1. Is online betting legal in Italy? Yes. Online betting is entirely legal in Italy when it runs through operators holding a valid ADM licence. The regulator keeps a whitelist of approved platforms; using unlicensed sites is a criminal offence under Italian law, and domestic ISPs actively block access to them.

2. What restrictions apply to gambling advertising in Italy? The 2018 Dignity Decree brought in a broad prohibition on gambling advertising across nearly every channel – television, radio, print, online, and outdoor formats included. A few narrow exemptions exist, but the overall framework is among the strictest in the EU.

3. What is in-play betting, and why has its share climbed so sharply? In-play (or live) betting lets users wager on events already in motion – which team scores next, say, or whether a player picks up a card in the next ten minutes.

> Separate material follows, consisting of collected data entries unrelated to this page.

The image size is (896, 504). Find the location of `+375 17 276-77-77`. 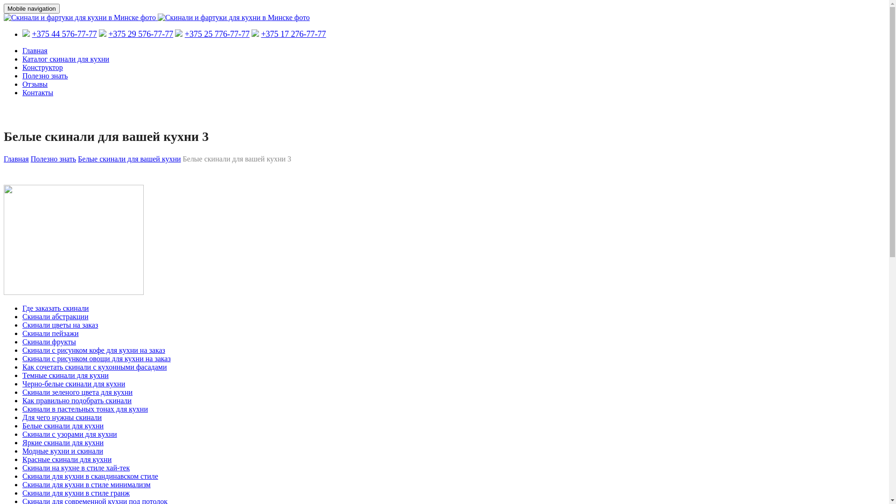

+375 17 276-77-77 is located at coordinates (293, 34). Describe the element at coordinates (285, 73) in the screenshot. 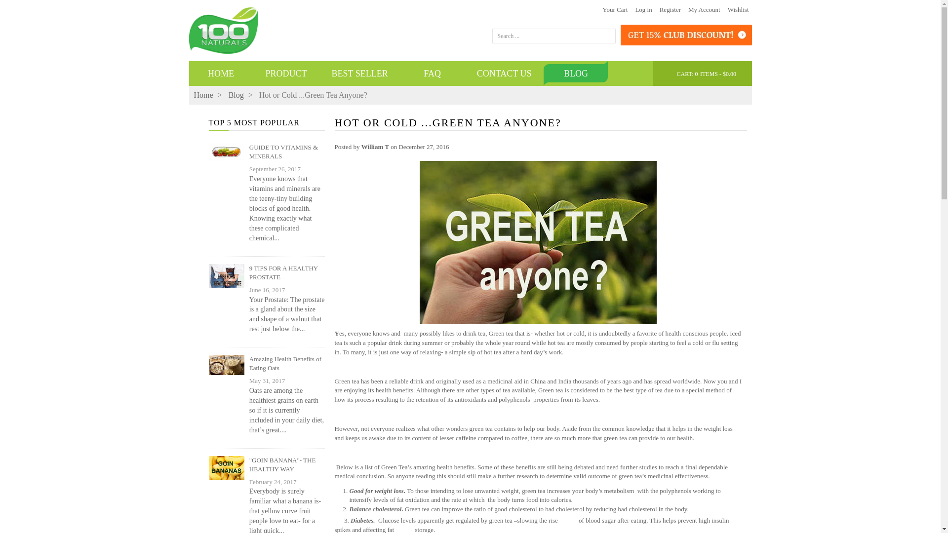

I see `PRODUCT` at that location.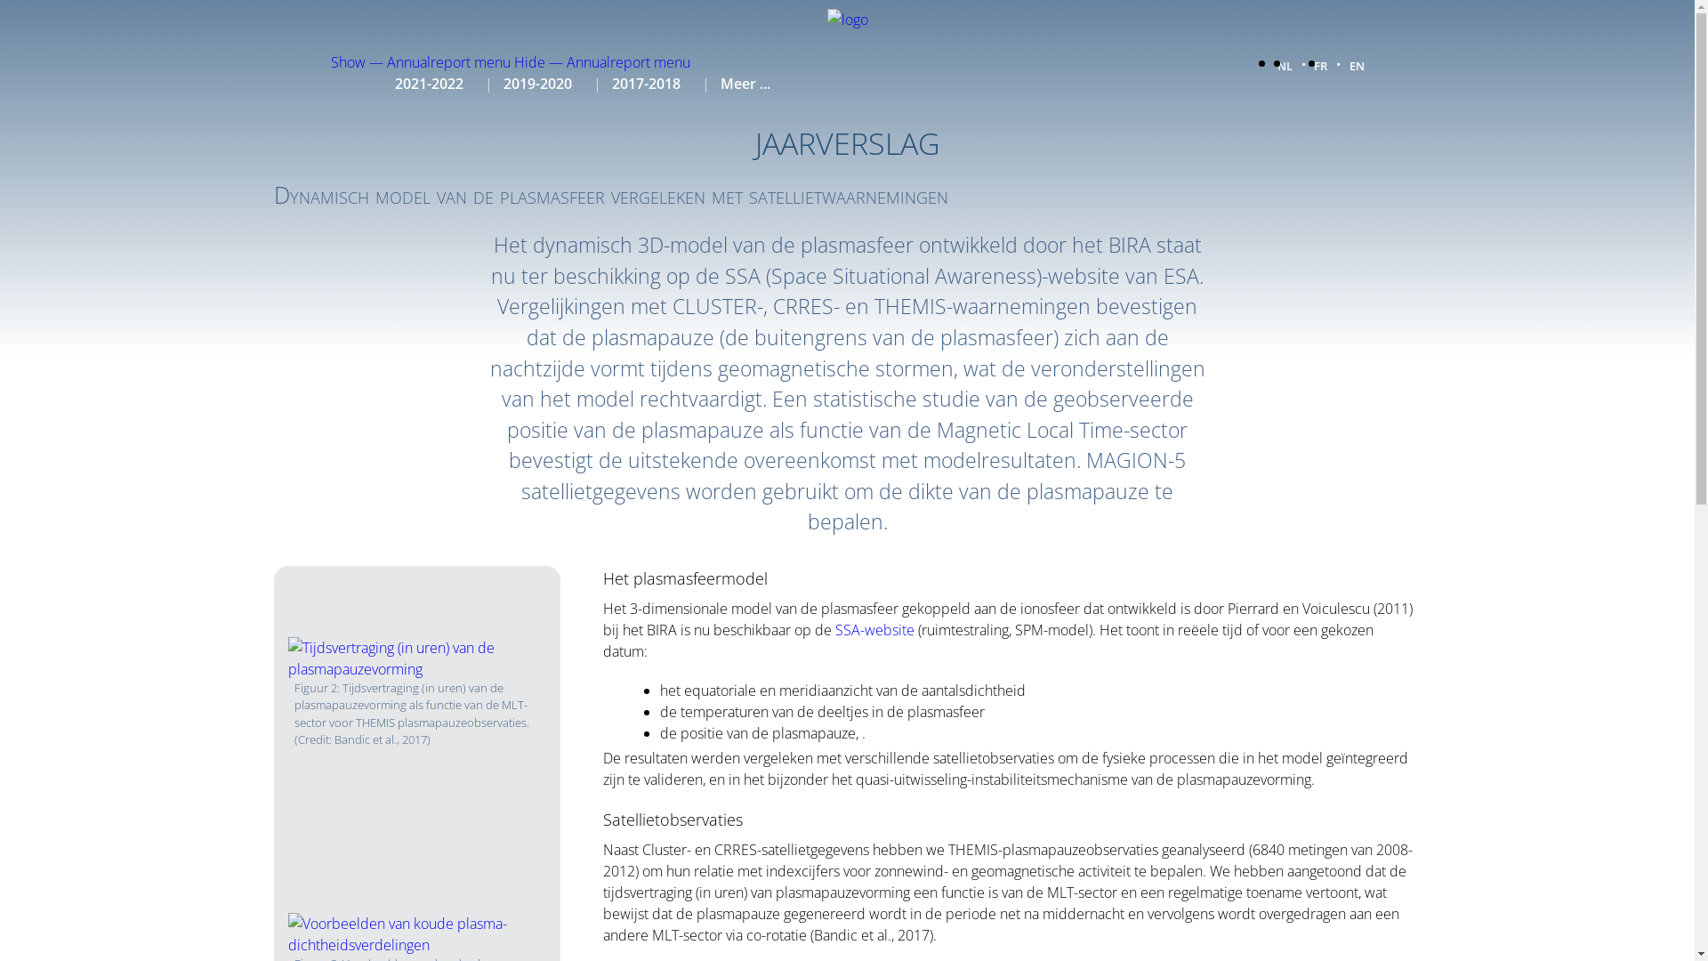  I want to click on Meer ..., so click(745, 84).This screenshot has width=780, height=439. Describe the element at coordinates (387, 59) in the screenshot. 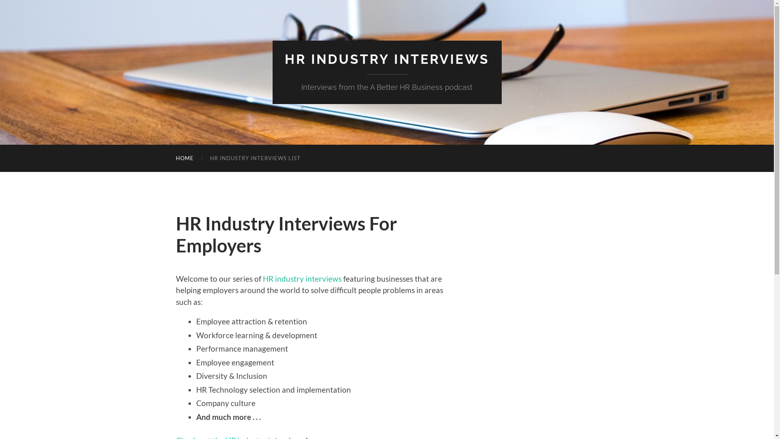

I see `HR INDUSTRY INTERVIEWS` at that location.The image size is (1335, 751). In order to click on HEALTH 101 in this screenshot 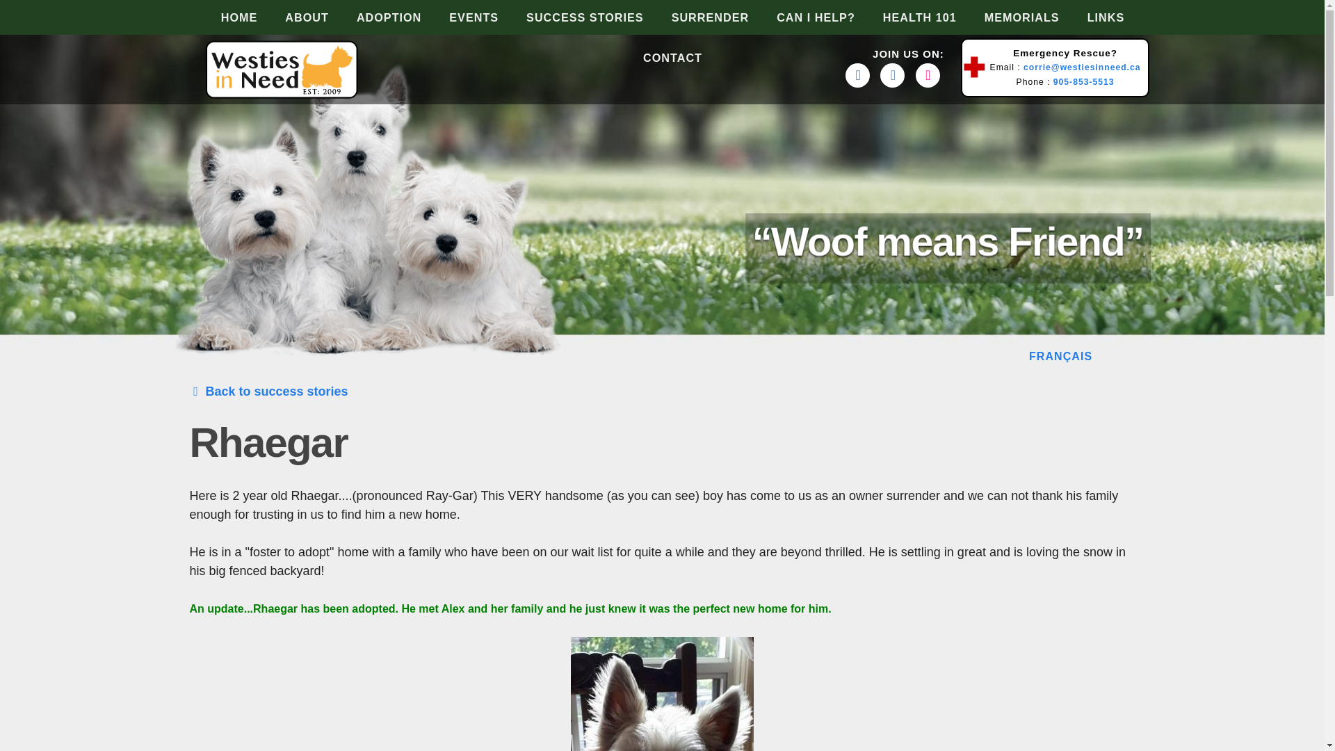, I will do `click(909, 17)`.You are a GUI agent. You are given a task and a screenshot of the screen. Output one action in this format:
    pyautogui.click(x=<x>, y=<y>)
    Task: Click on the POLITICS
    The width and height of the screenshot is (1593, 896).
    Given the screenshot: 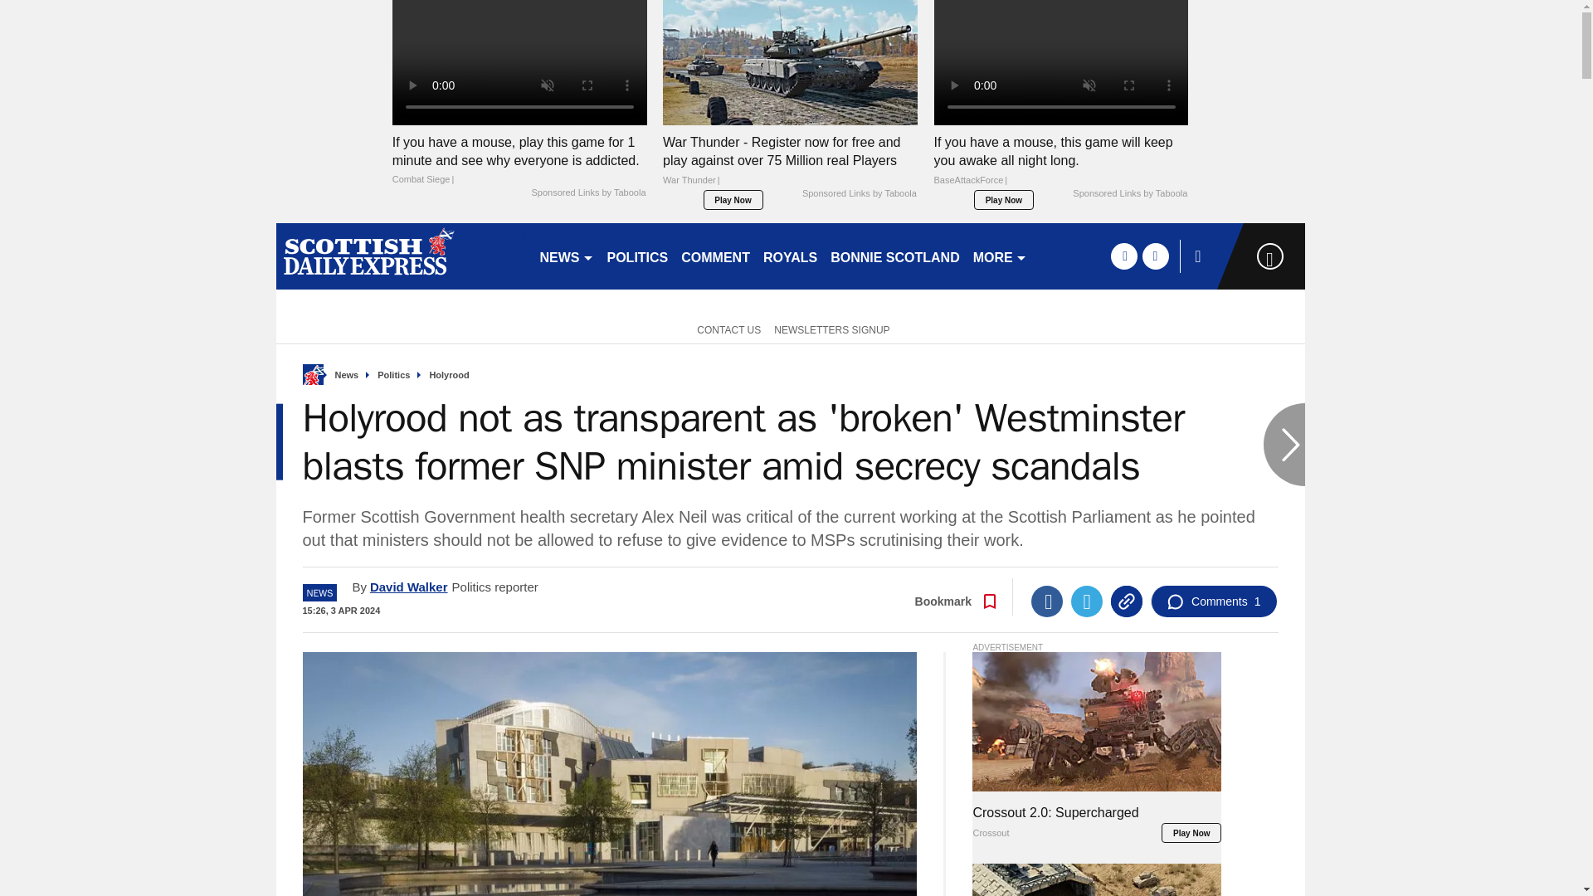 What is the action you would take?
    pyautogui.click(x=637, y=256)
    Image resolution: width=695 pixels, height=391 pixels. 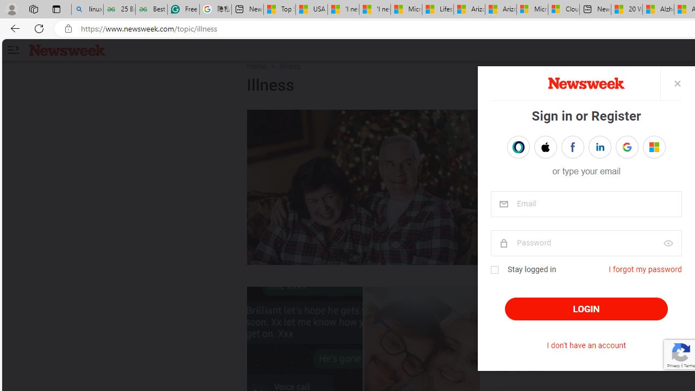 I want to click on linux basic - Search, so click(x=87, y=10).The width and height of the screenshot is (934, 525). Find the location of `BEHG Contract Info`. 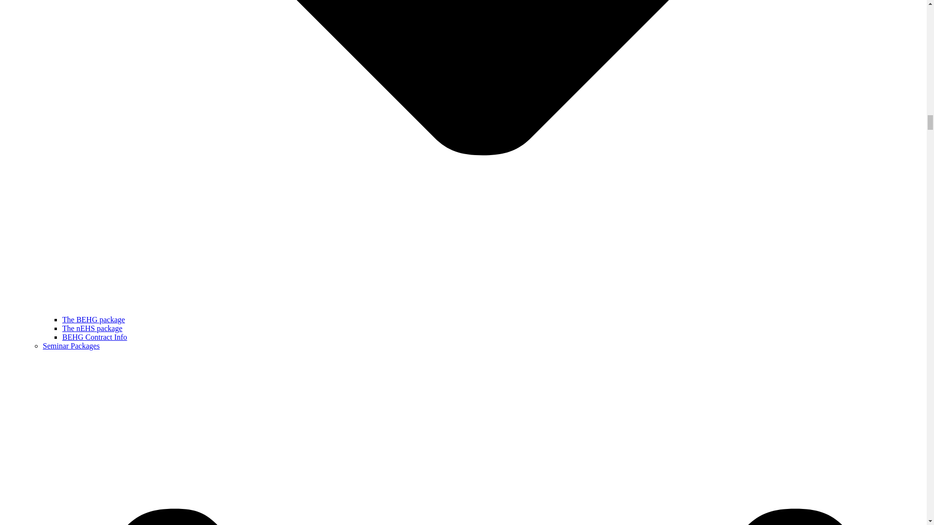

BEHG Contract Info is located at coordinates (94, 337). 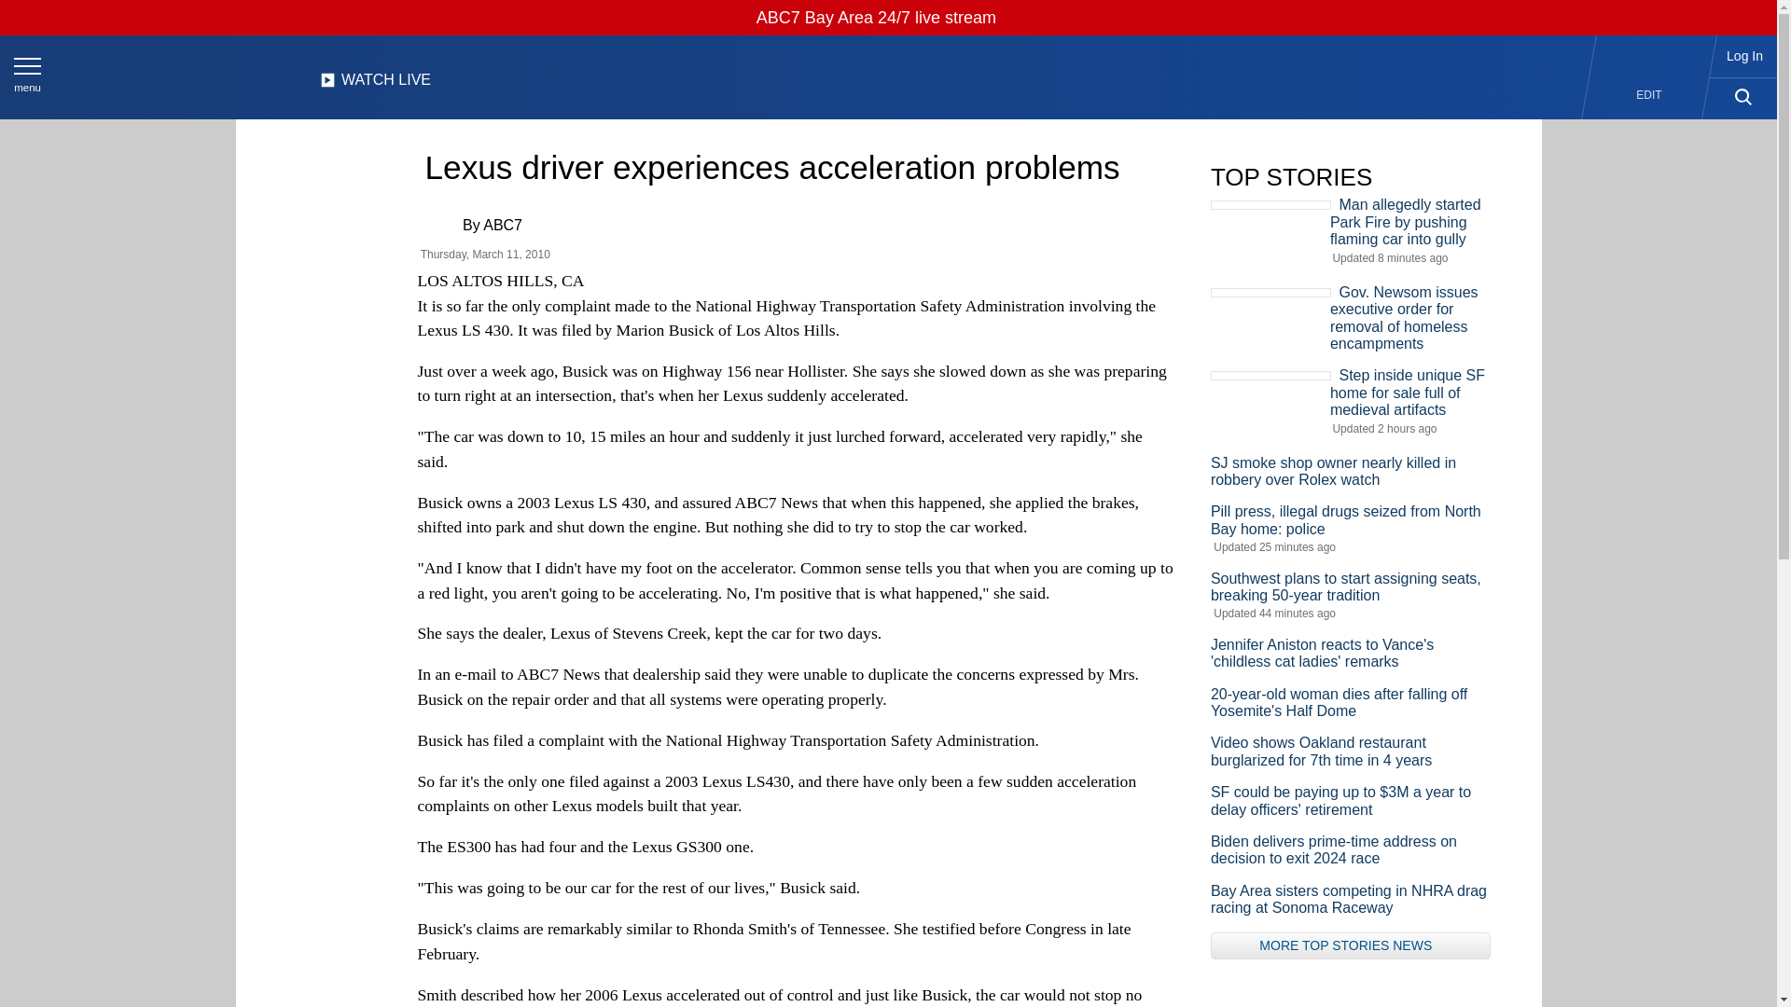 I want to click on EDIT, so click(x=1649, y=95).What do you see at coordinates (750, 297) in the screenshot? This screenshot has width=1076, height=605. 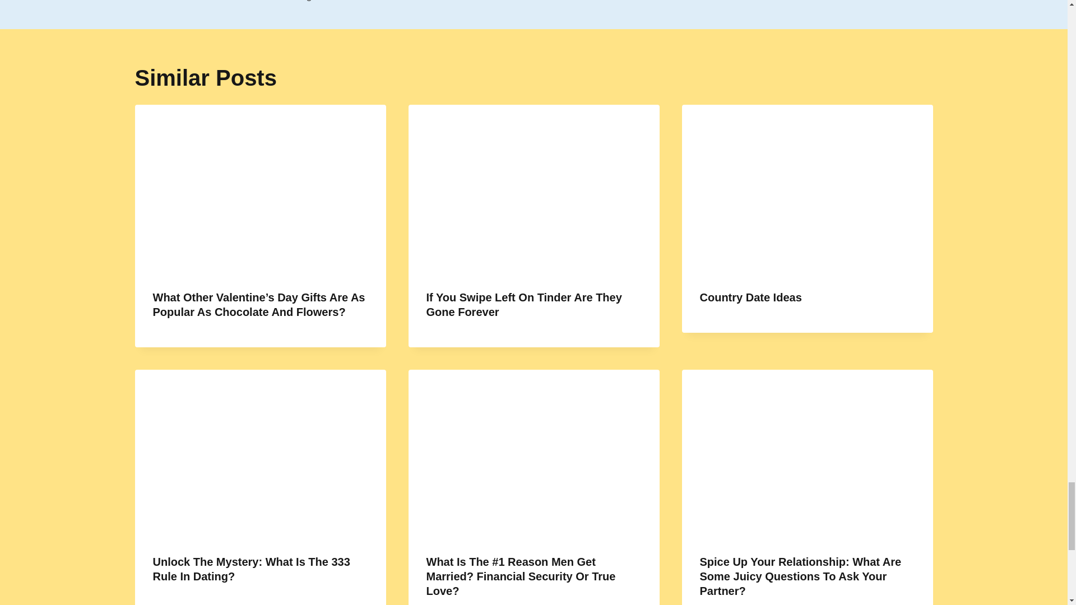 I see `Unlock The Mystery: What Is The 333 Rule In Dating?` at bounding box center [750, 297].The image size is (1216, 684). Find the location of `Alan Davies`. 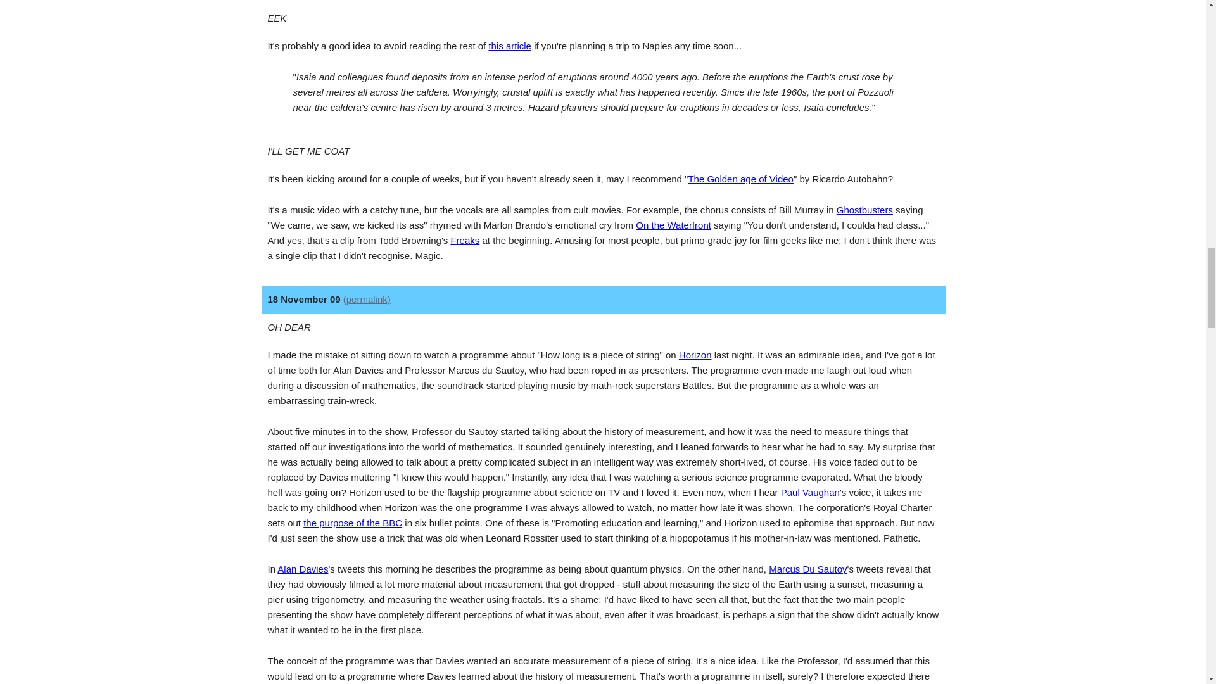

Alan Davies is located at coordinates (303, 569).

Its growth tracks directly with mobile viewing: when the match and the betting app live on the same device, jumping between them takes seconds instead of minutes.

4. How do streaming platforms relate to Italy’s gambling regulation? Streaming platforms aren’t currently regulated as gambling entities under Italian law. That said, AGCOM has published guidance recommending more transparency on platforms carrying betting-related content, especially where younger demographics are concerned. The regulatory perimeter is still being drawn.

5. What responsible gambling protections exist for users in Italy? ADM-licensed operators must offer deposit limits, session time reminders, reality checks, and self-exclusion options. Italy also runs a national self-exclusion register (AAMS). Advocacy groups argue, however, that the rise of in-play and mobile betting has outpaced how these tools work in practice.